By "pretends to allow", I don't mean that easyjson is doing anything sneaky— just that I think the following situation should be treated as an error, and instead it is treated as acceptable but implemented in an undesirable way.
Say that I have two structs like this:
//easyjson:json
type A struct {
AField string
}
//easyjson:json
type B struct {
A
BField string
}
In this example, marshaling A{AField: "aaa"} will produce {AField:"aaa"}, and marshaling B{A: A{AField: "aaa"}, BField: "bbb"} will produce {"AField":"aaa","BField":"bbb"}. That's consistent with how Go treats embedded anonymous structs and how they're normally rendered in JSON— so far, so good.

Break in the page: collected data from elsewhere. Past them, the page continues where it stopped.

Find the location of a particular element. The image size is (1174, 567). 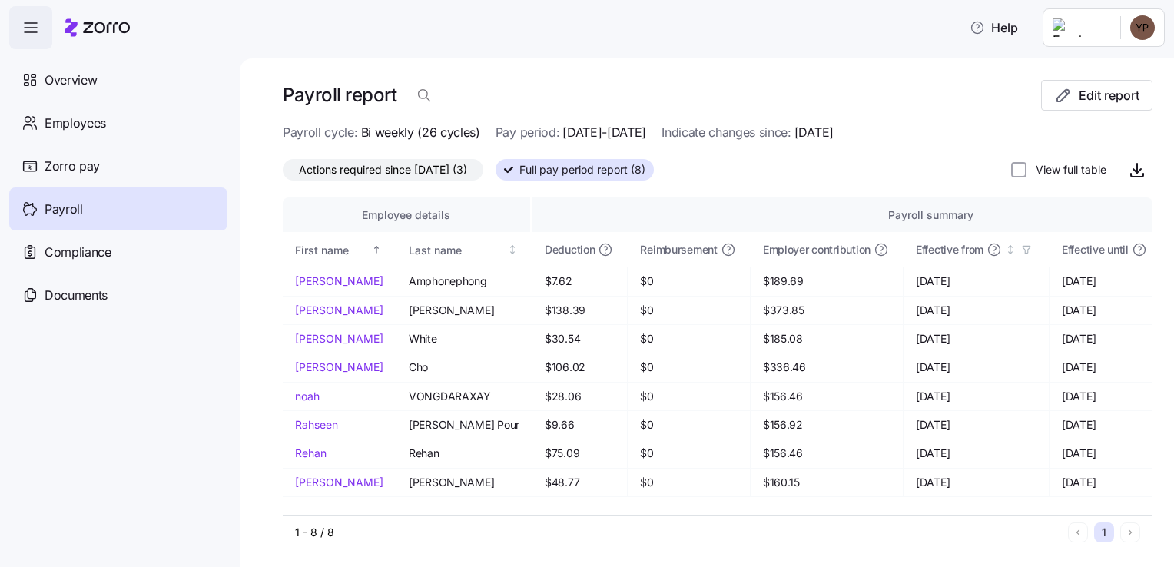

div: First name is located at coordinates (332, 250).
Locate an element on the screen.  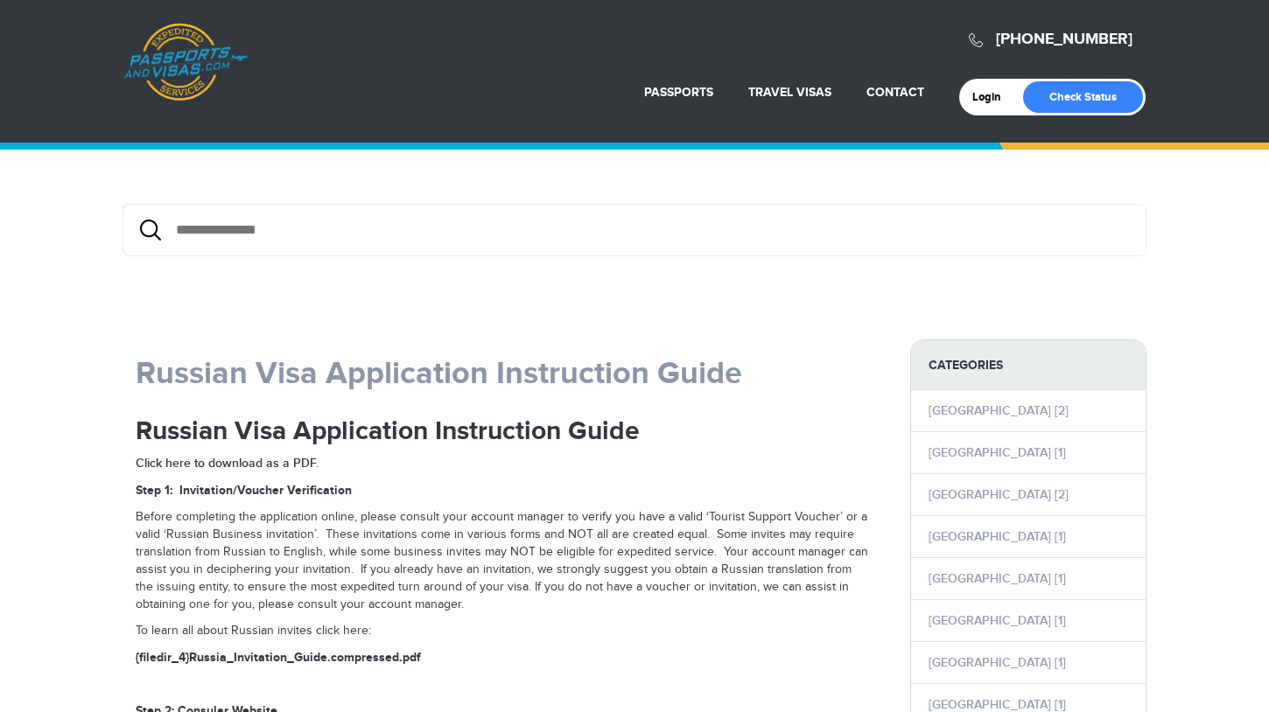
a: Login is located at coordinates (992, 97).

However, suppose I try to do this instead:
type A struct {
AField string
}
//easyjson:json
type B struct {
A
BField string
}
func (a A) MarshalEasyJSON(out *jwriter.Writer) {
out.RawByte('{')
out.RawString(`"AField":`)
out.String(a.AField + "-modified")
out.RawByte('}')
}
In this case, marshaling A{AField: "aaa"} will produce {AField:"aaa-modified"}. But marshaling B{A: A{AField: "aaa"}, BField: "bbb"} will produce... {"AField":"aaa","BField":"bbb"}, just the same as before. The custom marshaler for A is ignored when A is embedded in B, and instead it falls back to inspecting the fields and generating code for both AField and BField in the usual way.
Now, I know there's no way this could possibly work as intended. A marshaler in easyjson has to serialize the entire value— A.MarshalEasyJSON has no way to know that it shouldn't add the {} delimiters in this context (and of course there's no guarantee that the serialization of A is even a JSON object, rather than something like 3). So there's a basic incompatibility between the Go language concept of embedded anonymous structs and the idea of a type being able to define its own serialization.

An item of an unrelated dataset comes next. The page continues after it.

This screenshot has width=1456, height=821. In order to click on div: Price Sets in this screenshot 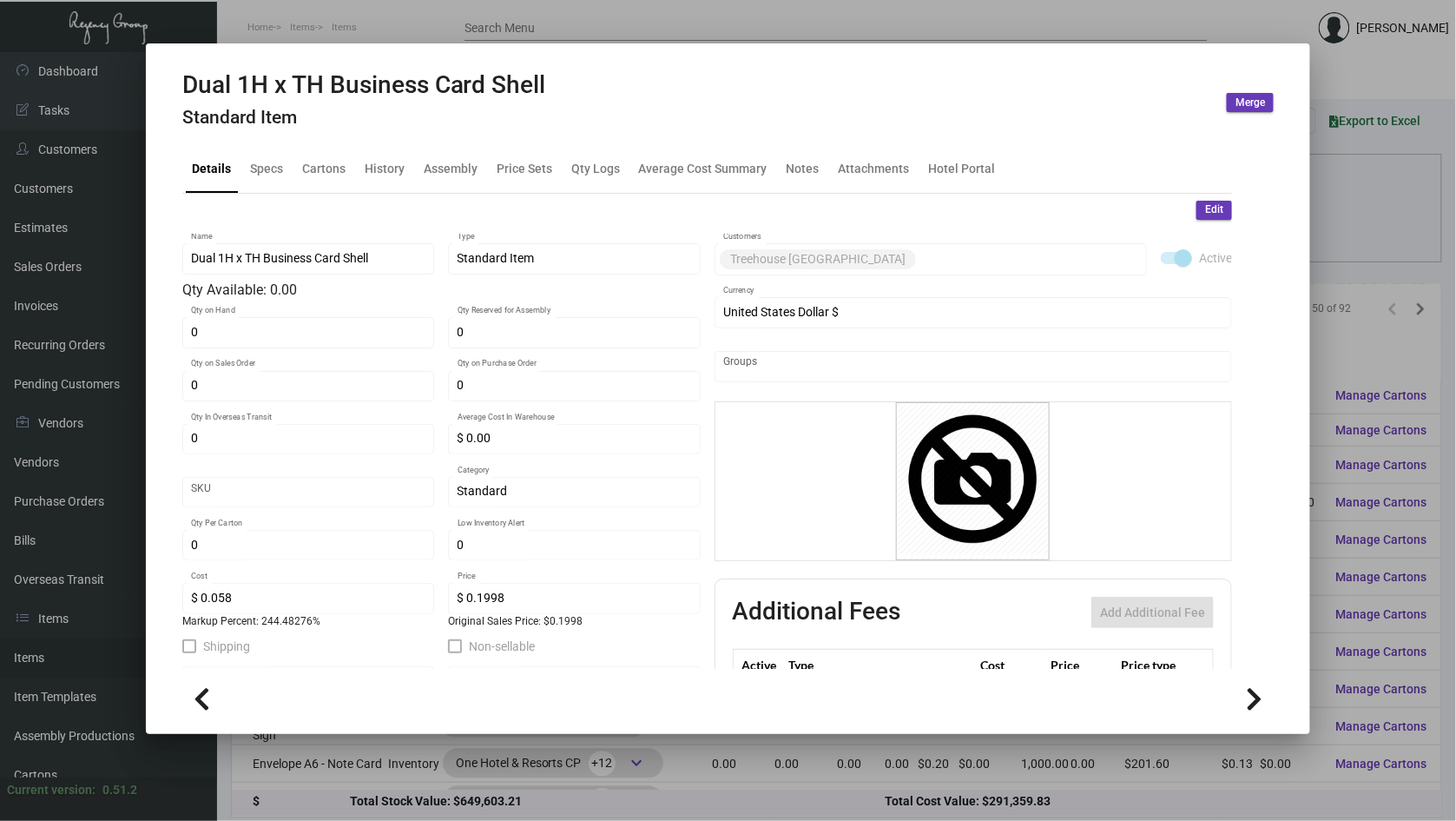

But that's why I think this should be treated as an error condition; easyjson should refuse to generate code for B in this scenario (that is, specifically when the type of an embedded anonymous struct is known to have a custom marshal/unmarshal method). Trying to make it into something that "works", by simply acting like A did not have a custom marshaler, is guaranteed to produce wrong results from the developer's point of view— since, if the usual field-generating code could produce the desired JSON schema, they wouldn't have bothered to write a custom marshaler.

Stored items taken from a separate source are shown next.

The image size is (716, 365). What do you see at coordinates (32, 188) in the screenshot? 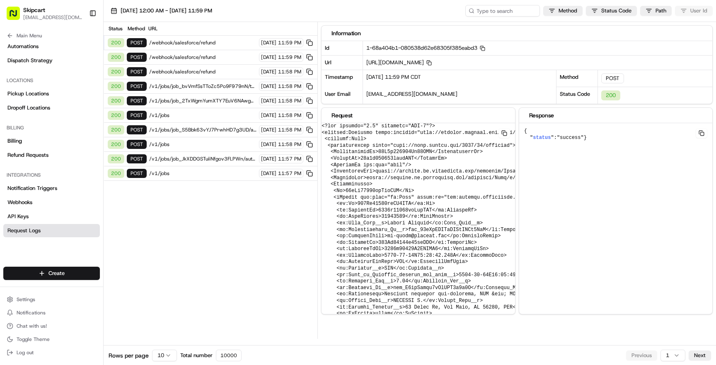
I see `span: Notification Triggers` at bounding box center [32, 188].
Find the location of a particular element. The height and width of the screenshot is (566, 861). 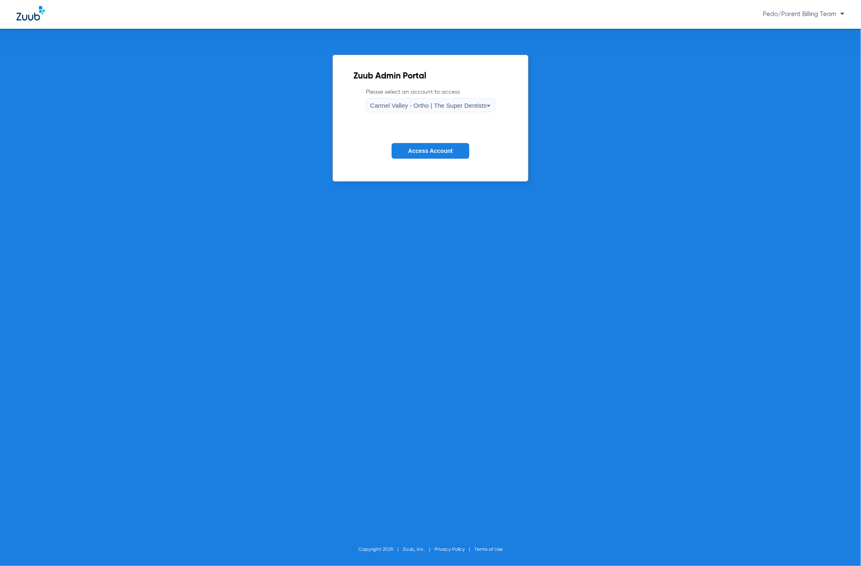

h2: Zuub Admin Portal is located at coordinates (430, 76).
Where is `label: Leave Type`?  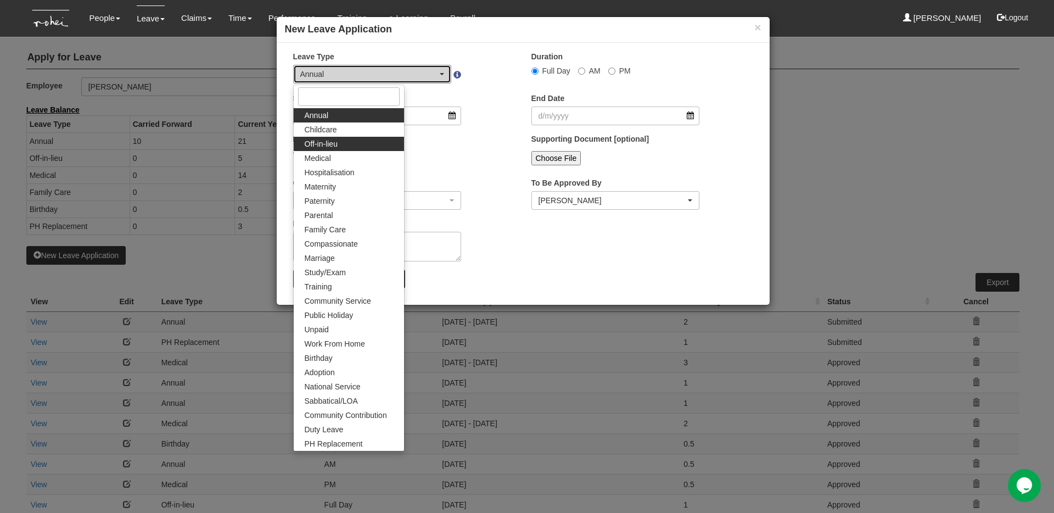
label: Leave Type is located at coordinates (314, 57).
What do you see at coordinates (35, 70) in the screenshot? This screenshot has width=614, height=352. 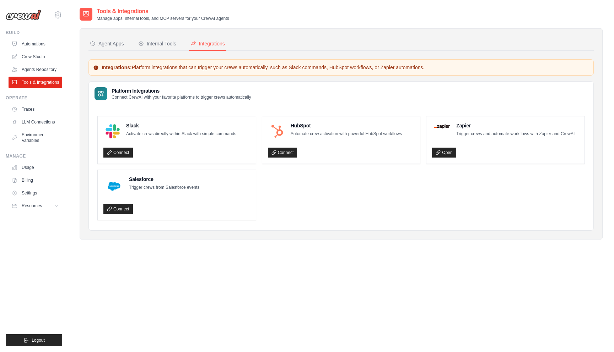 I see `a: Agents Repository` at bounding box center [35, 70].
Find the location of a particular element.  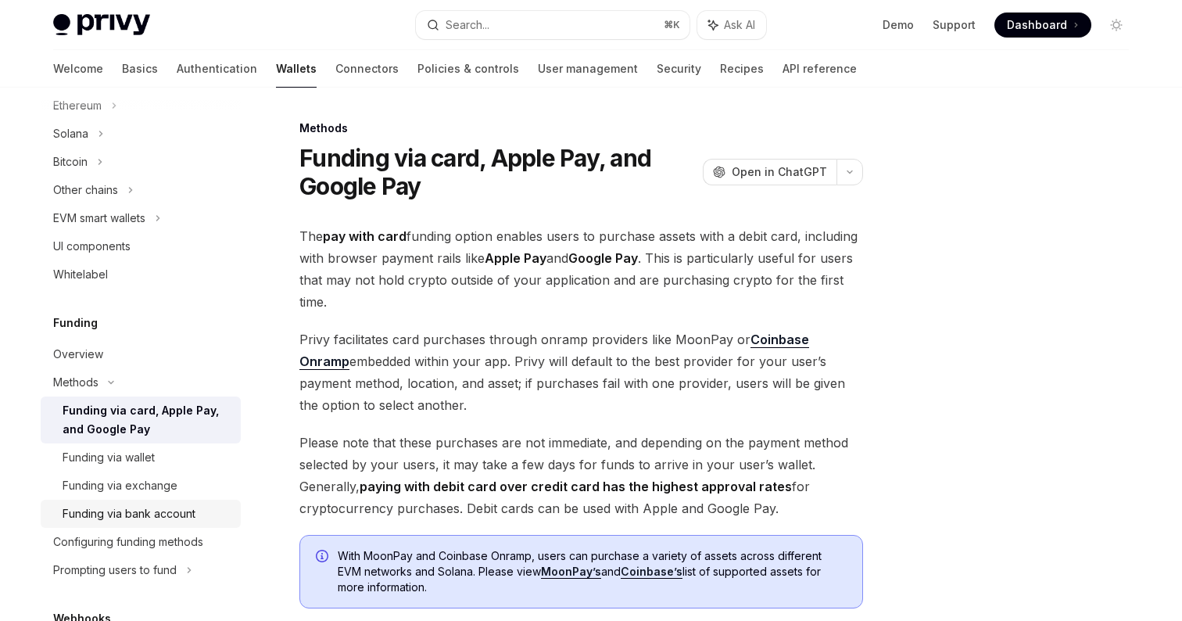

div: EVM smart wallets is located at coordinates (99, 218).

And this kind of error can be somewhat annoying to track down (as I recently found out) because, if you added the custom marshaler for A without knowing that it's been used elsewhere in the code in this way, and you've got tests to prove that the serialization of A is correct, you wouldn't necessarily expect that a bunch of other stuff that uses B is going to break.
By "pretends to allow", I don't mean that easyjson is doing anything sneaky— just that I think the following situation should be treated as an error, and instead it is treated as acceptable but implemented in an undesirable way.
Say that I have two structs like this:
In this example, marshaling
A{AField: "aaa"}
will produce{AField:"aaa"}
, and marshalingB{A: A{AField: "aaa"}, BField: "bbb"}
will produce{"AField":"aaa","BField":"bbb"}
. That's consistent with how Go treats embedded anonymous structs and how they're normally rendered in JSON— so far, so good.However, suppose I try to do this instead:
In this case, marshaling
A{AField: "aaa"}
will produce{AField:"aaa-modified"}
. But marshalingB{A: A{AField: "aaa"}, BField: "bbb"}
will produce...{"AField":"aaa","BField":"bbb"}
, just the same as before. The custom marshaler for A is ignored when A is embedded in B, and instead it falls back to inspecting the fields and generating code for both AField and BField in the usual way.Now, I know there's no way this could possibly work as intended. A marshaler in easyjson has to serialize the entire value—
A.MarshalEasyJSON
has no way to know that it shouldn't add the{}
delimiters in this context (and of course there's no guarantee that the serialization of A is even a JSON object, rather than something like3
). So there's a basic incompatibility between the Go language concept of embedded anonymous structs and the idea of a type being able to define its own serialization.But that's why I think this should be treated as an error condition; easyjson should refuse to generate code for B in this scenario (that is, specifically when the type of an embedded anonymous struct is known to have a custom marshal/unmarshal method). Trying to make it into something that "works", by simply acting like A did not have a custom marshaler, is guaranteed to produce wrong results from the developer's point of view— since, if the usual field-generating code could produce the desired JSON schema, they wouldn't have bothered to write a custom marshaler.
And this kind of error can be somewhat annoying to track down (as I recently found out) because, if you added the custom marshaler for A without knowing that it's been used elsewhere in the code in this way, and you've got tests to prove that the serialization of A is correct, you wouldn't necessarily expect that a bunch of other stuff that uses B is going to break.